1. To understand the relationship between the bodyplan complexity of arthropods and their species richness.
2. To quantify shifts in rates of diversification through time, and relate this to changes in complexity.
3. To quantify the relationship between morphological disparity and complexity.
Project methods -
We will use published supertrees and construct new ones using the Supertree Toolkit. We will time calibrate these (nodes and tips using Strap and Paleotree) using the literature and online resources (fossilworks).
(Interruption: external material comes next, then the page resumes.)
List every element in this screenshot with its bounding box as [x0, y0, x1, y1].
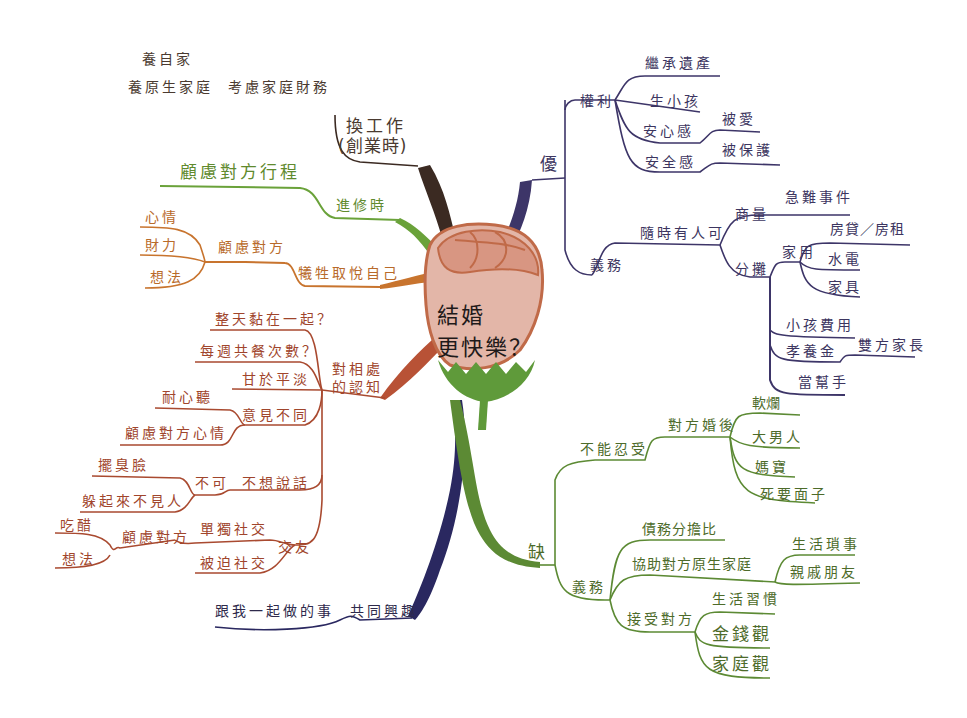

Shifts in diversification rate will be quantified using BAMM.
Complexity will be quantified using indices of serial differentiation in the body, limbs and limb podomeres (see Adamowicz et al., 2008) and rate shifts quantified using Auteur, Giga and Motmot.
Disparity will be quantified using discrete characters and morphometric parameters, so that we will be able to investigate multiple aspects of morphospace filling (Ruta & Wills, 2016).
We will then compare levels of complexity, diversity and disparity in independent sister group clades. We will also investigate the correlation between limb and body complexity using phylogenetic least squares regression throughout our trees.
Candidate -
The ideal candidate will have experience in phylogenetics, with either a Biology or Earth Sciences background. He/She will be computer literate, with a reasonable knowledge of basic statistics and possibly some scripting ability.
Training -
The student will be trained in phylogenetic analysis using parsimony, likelihood and Bayesian inference (PAUP*, Mesquite, TNT, RAXML, MrBayes). They will be taught to construct supertrees (STK) and to time calibrate these (PaleoTree, Strap, Giger). We will cover basic scripting in R, and the use of a variety of R packages for manipulating trees and looking for rate shifts (Auteur, BAMM). We will also cover disparity and morphospace analyses using discrete character and morphometric data.